For certain populations, the lack of high-speed Internet is a nuisance. Students often have to congregate in public Wi-Fi hubs in order to get work done, and uploading files takes much longer than is efficient. For others, it is a matter of life and death. Older and disabled Americans in rural areas largely rely on the Internet to get medical advice and prescriptions. According to the NPR poll, 68% of rural Americans use the Internet to obtain health information.
According to a recent report by the North Carolina Budget and Tax Center, the broadband access gap is even wider for low-income folks. While access is overall much more limited in rural areas than in urban areas, rural households with incomes over $75,000 are less likely to lack broadband access than are rural households with incomes under $20,000. According to this report, the unwillingness of private markets to extend to areas without a large population, especially when residents of the area are low-income, is a factor in reinforcing “intergenerational cycles of poverty.”
Both this report and a report by the North Carolina League of Municipalities advocate for government involvement that would treat broadband as a public good rather than solely a private investment.
Senate Bill 310, a bipartisan bill primarily sponsored by Senators Harry Brown (R-Jones), Paul Newton (R-Cabarrus), and Mike Woodard (D-Durham), aimed to facilitate this goal by allowing electric membership corporations (i.e. electric cooperatives) to seek federal grant funds to provide broadband services to rural North Carolinians. It passed almost unanimously last Tuesday, the one “no” vote coming from Representative Pricey Harrison (D-Guilford).

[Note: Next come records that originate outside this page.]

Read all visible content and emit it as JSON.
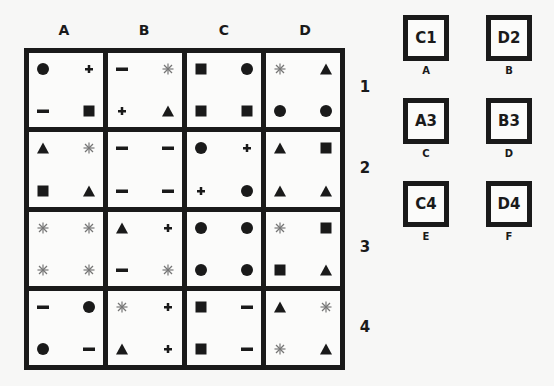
{
  "grid": {
    "columns": [
      "A",
      "B",
      "C",
      "D"
    ],
    "rows": [
      "1",
      "2",
      "3",
      "4"
    ],
    "cells": [
      [
        {
          "tl": "circle",
          "tr": "plus",
          "bl": "minus",
          "br": "square"
        },
        {
          "tl": "minus",
          "tr": "asterisk",
          "bl": "plus",
          "br": "triangle"
        },
        {
          "tl": "square",
          "tr": "circle",
          "bl": "square",
          "br": "square"
        },
        {
          "tl": "asterisk",
          "tr": "triangle",
          "bl": "circle",
          "br": "circle"
        }
      ],
      [
        {
          "tl": "triangle",
          "tr": "asterisk",
          "bl": "square",
          "br": "triangle"
        },
        {
          "tl": "minus",
          "tr": "minus",
          "bl": "minus",
          "br": "minus"
        },
        {
          "tl": "circle",
          "tr": "plus",
          "bl": "plus",
          "br": "circle"
        },
        {
          "tl": "triangle",
          "tr": "square",
          "bl": "triangle",
          "br": "triangle"
        }
      ],
      [
        {
          "tl": "asterisk",
          "tr": "asterisk",
          "bl": "asterisk",
          "br": "asterisk"
        },
        {
          "tl": "triangle",
          "tr": "plus",
          "bl": "minus",
          "br": "asterisk"
        },
        {
          "tl": "circle",
          "tr": "circle",
          "bl": "circle",
          "br": "circle"
        },
        {
          "tl": "asterisk",
          "tr": "square",
          "bl": "square",
          "br": "triangle"
        }
      ],
      [
        {
          "tl": "minus",
          "tr": "circle",
          "bl": "circle",
          "br": "minus"
        },
        {
          "tl": "asterisk",
          "tr": "plus",
          "bl": "triangle",
          "br": "plus"
        },
        {
          "tl": "square",
          "tr": "minus",
          "bl": "square",
          "br": "minus"
        },
        {
          "tl": "triangle",
          "tr": "asterisk",
          "bl": "asterisk",
          "br": "triangle"
        }
      ]
    ]
  },
  "options": [
    {
      "code": "C1",
      "label": "A"
    },
    {
      "code": "D2",
      "label": "B"
    },
    {
      "code": "A3",
      "label": "C"
    },
    {
      "code": "B3",
      "label": "D"
    },
    {
      "code": "C4",
      "label": "E"
    },
    {
      "code": "D4",
      "label": "F"
    }
  ],
  "colors": {
    "ink": "#1a1a1a",
    "asterisk": "#777777",
    "background": "#f7f7f6"
  }
}
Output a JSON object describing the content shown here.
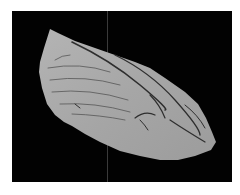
{
  "figure": {
    "background": "#020202",
    "surface_color": "#a9a9a9",
    "ridge_color": "#2a2a2a",
    "divider_color": "#3a3a3a"
  }
}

“The bill is unconstitutional,” said Rep. Harrison when asked why she voted against it. In an email, she stated that her legislative staff had repeatedly found issues with Section 2 of the bill, which allows easements used by electric companies for electrification purposes to also be used to provide broadband services. She identified issues with the takings clause, the contract clause, and access to courts due to the provision in Section 2 that would prevent class actions from being filed against electric corporations in trespass suits.
“I otherwise like the bill but didn’t feel I could support it with unconstitutional provisions,” Rep. Harrison said.
Another bill that aims to foster infrastructure for broadband expansion, the FIBER NC Act, has been stuck in committee for over two months. House Bill 431, which is co-sponsored by Rep. Harrison, would give local governments the authority to “build broadband infrastructure and lease it to private operators,” according to the North Carolina League of Municipalities, thereby encouraging the public-private partnerships for which the NCLM advocates.
Additionally, both the House and Senate versions of the budget in their current forms would provide a $15 million recurring grant to the Growing Rural Economies with Access to Technology, or GREAT, program. The GREAT program provides funds to projects aiming to serve “economically distressed” areas of the state with broadband. Under the provisions of this program, broadband providers submit applications for grant money, and the Broadband Infrastructure Office assesses these applications by the following criteria:
- Percentage of unserved households that would now be served, the higher the better
- Minimum upload and download speed, the faster the better
- Other various metrics, such as whether or not the project would provide digital literacy training and/or low-cost service for low-income households
Senate Bill 310 was signed into law by Governor Cooper last Thursday.
Aditi Kharod is a student at UNC Chapel Hill and an intern at NC Policy Watch.